Living up to its name, "Boss" has qualified for a trip to California to compete this fall in the Urban Challenge robot race.

Carnegie Mellon University's Tartan Racing is one of 36 teams to qualify for the Urban Challenge National Qualification Event to be held Oct. 26-31.

The Defense Advanced Research Projects Agency -- or DARPA -- in the U.S. Department of Defense also announced that the qualifying and final events will be held at an urban military training facility situated on the former George Air Force Base in Victorville, Calif., northeast of Los Angeles.

The final event featuring 20 robotic vehicles will be held Nov. 3.

"A day like this redoubles the commitment and redoubles the excitement," said William L. "Red" Whittaker, the Carnegie Mellon roboticist who heads Tartan Racing. "Time is ticking."

Each day looms important, he said, in preparing Boss, a 2007 Chevrolet Tahoe, to complete an extended mission through urban terrain in under six hours. Boss uses lasers, radars and cameras to sense roads and other vehicles and has 10 computers and 200,000 lines of software to guide its every action.

DARPA chose the former military base because its network of urban roads best simulates the terrain in which American forces must operate overseas.

"The robotic vehicles will conduct simulated military supply missions at the site," said Tony Tether, DARPA's director.

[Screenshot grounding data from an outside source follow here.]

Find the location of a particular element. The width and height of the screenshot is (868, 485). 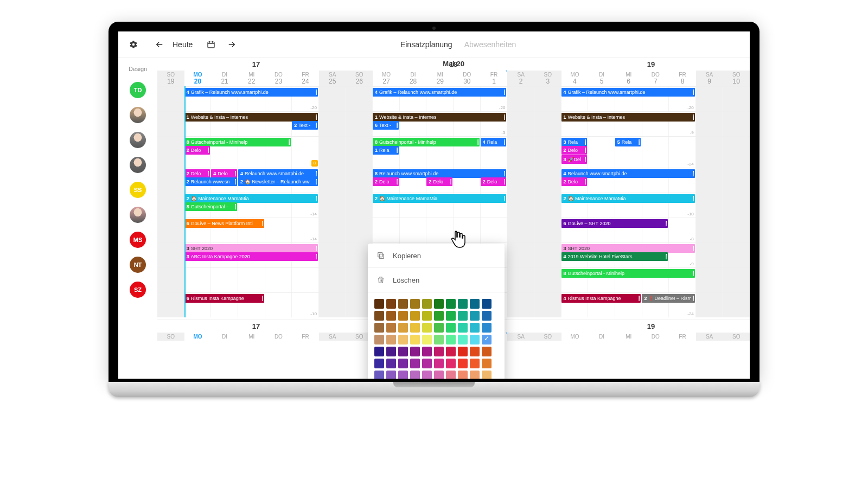

event-bar: 5Rela is located at coordinates (628, 142).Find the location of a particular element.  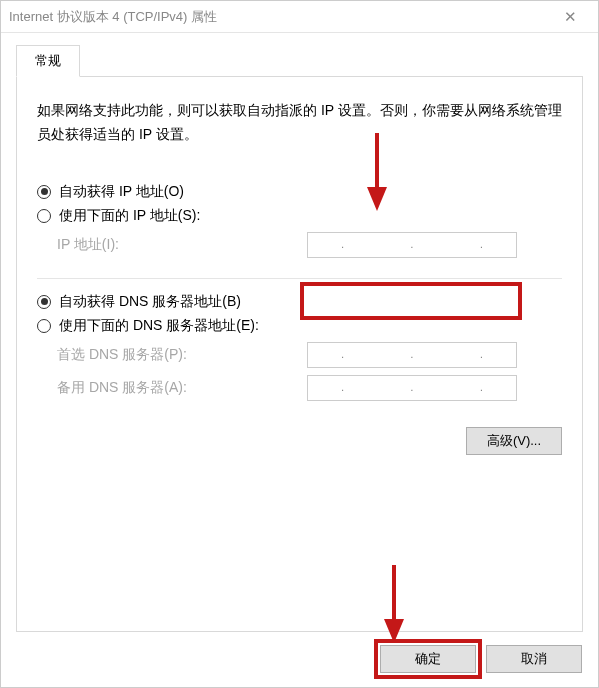

advanced-button: 高级(V)... is located at coordinates (514, 441).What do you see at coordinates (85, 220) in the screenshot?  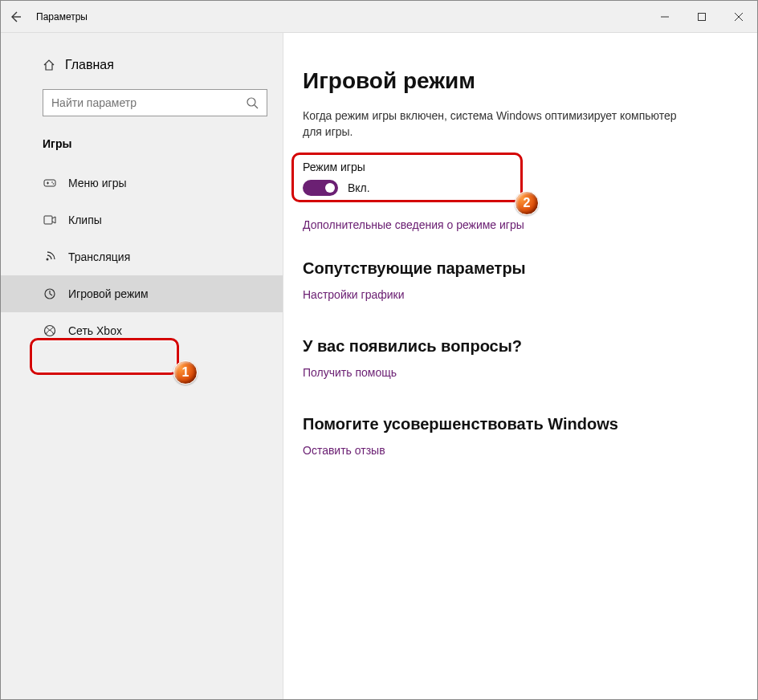 I see `nav-label: Клипы` at bounding box center [85, 220].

During qualifying and final events, robotic vehicles must operate entirely autonomously, without human intervention, and obey California traffic laws. Vehicles must merge into moving traffic, navigate traffic circles and avoid moving obstacles, among other challenges. Dr. Tether said the vehicles must perform as well as someone with a California driver's license.

Last fall, 89 teams entered the competition, then the field was pared to 53 in the spring. DARPA announced the 36 semifinalists yesterday, after traveling the United States to put each team's vehicle through sets of qualifying maneuvers.

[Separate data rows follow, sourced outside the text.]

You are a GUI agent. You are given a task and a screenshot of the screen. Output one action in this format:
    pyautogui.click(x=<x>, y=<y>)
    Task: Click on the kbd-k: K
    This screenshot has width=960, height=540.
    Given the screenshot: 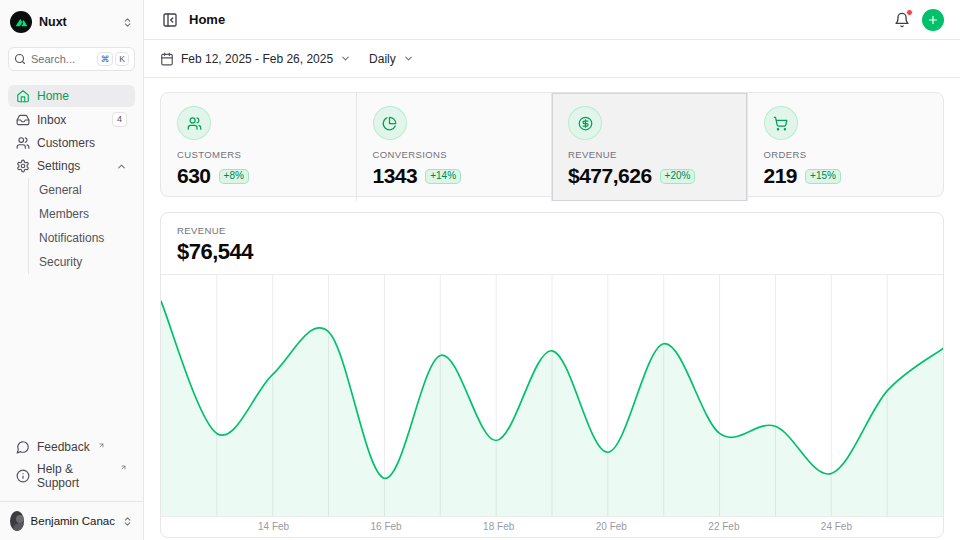 What is the action you would take?
    pyautogui.click(x=122, y=60)
    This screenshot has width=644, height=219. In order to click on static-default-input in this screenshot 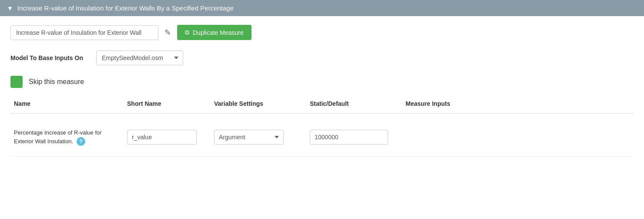, I will do `click(349, 137)`.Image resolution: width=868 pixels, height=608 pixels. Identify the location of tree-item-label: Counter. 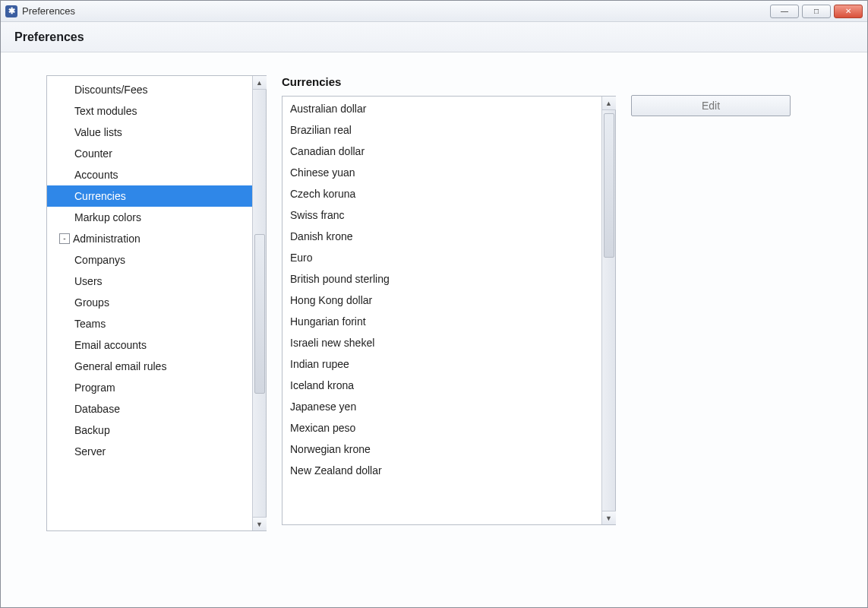
(93, 154).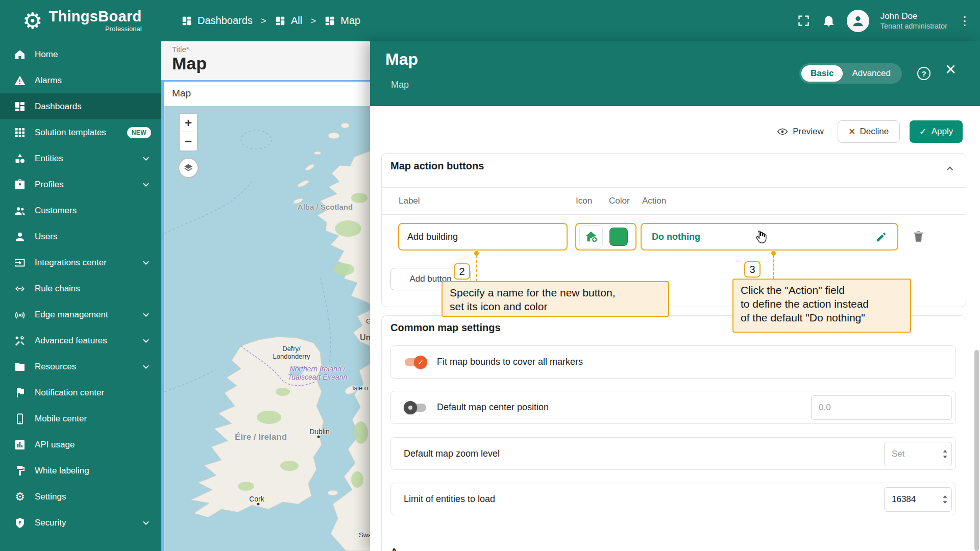  Describe the element at coordinates (71, 341) in the screenshot. I see `sidebar-item-label: Advanced features` at that location. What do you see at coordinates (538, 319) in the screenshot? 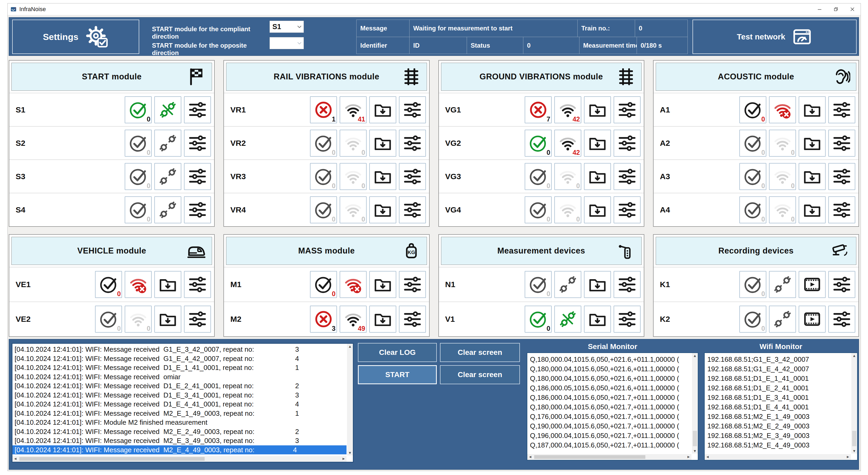
I see `v1-check-button: 0` at bounding box center [538, 319].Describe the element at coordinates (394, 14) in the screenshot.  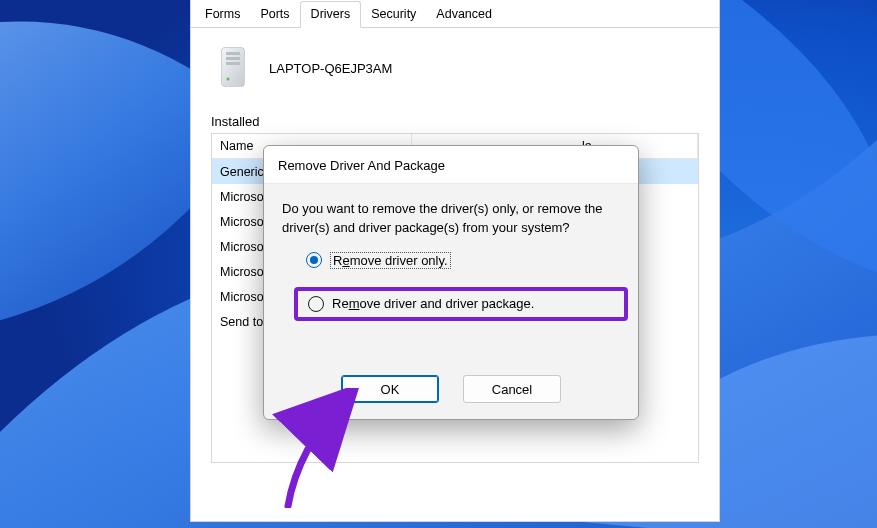
I see `tab-security: Security` at that location.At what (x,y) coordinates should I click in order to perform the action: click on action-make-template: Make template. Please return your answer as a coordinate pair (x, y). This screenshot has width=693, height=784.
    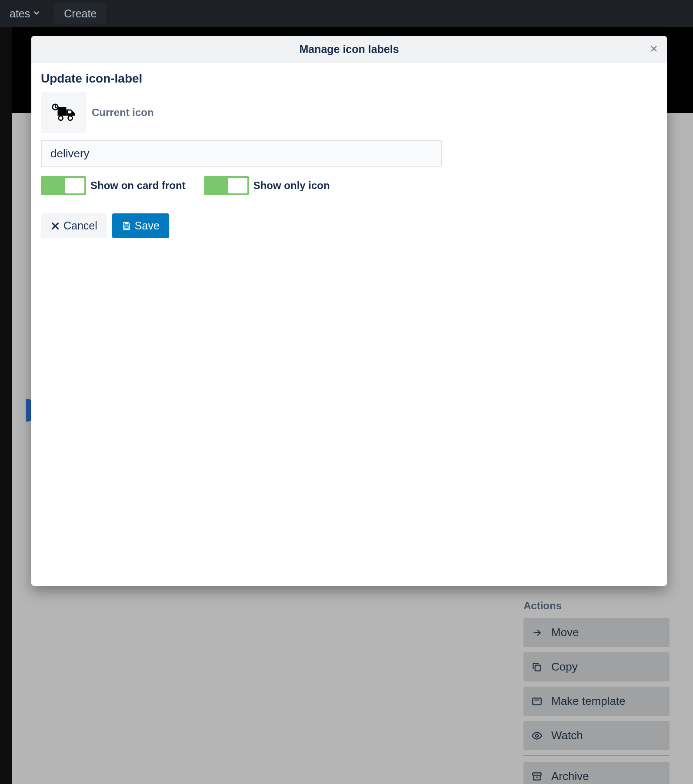
    Looking at the image, I should click on (596, 701).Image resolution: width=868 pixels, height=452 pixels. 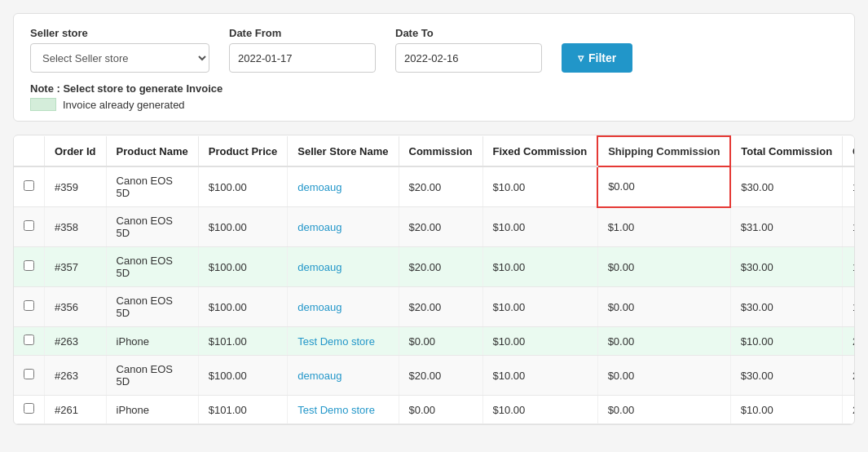 What do you see at coordinates (76, 410) in the screenshot?
I see `td-order-id: #261` at bounding box center [76, 410].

"The depth and quality of this year's field of competitors is a testimony to how far the technology has advanced since the first Grand Challenge in 2004," Dr. Tether said.

The competition will be the third DARPA has held to foster development of robotic ground vehicle technology to save lives on the battlefield. The agency will award a $2 million prize to the winner, $1 million to the runner-up and $500,000 to the third-place finisher.

"It's true, you have to have superb technology, but 36 teams have had superb technology to make it this far," Dr. Whittaker said.

Each team has advantages and weaknesses, he said, but all will go by the wayside once the vehicles begin the race.

"You can't buy a victory," Dr. Whittaker said. "Humans don't have anything to do with how the robots perform when it really counts."

More information on Tartan Racing is available at www.tartanracing.org.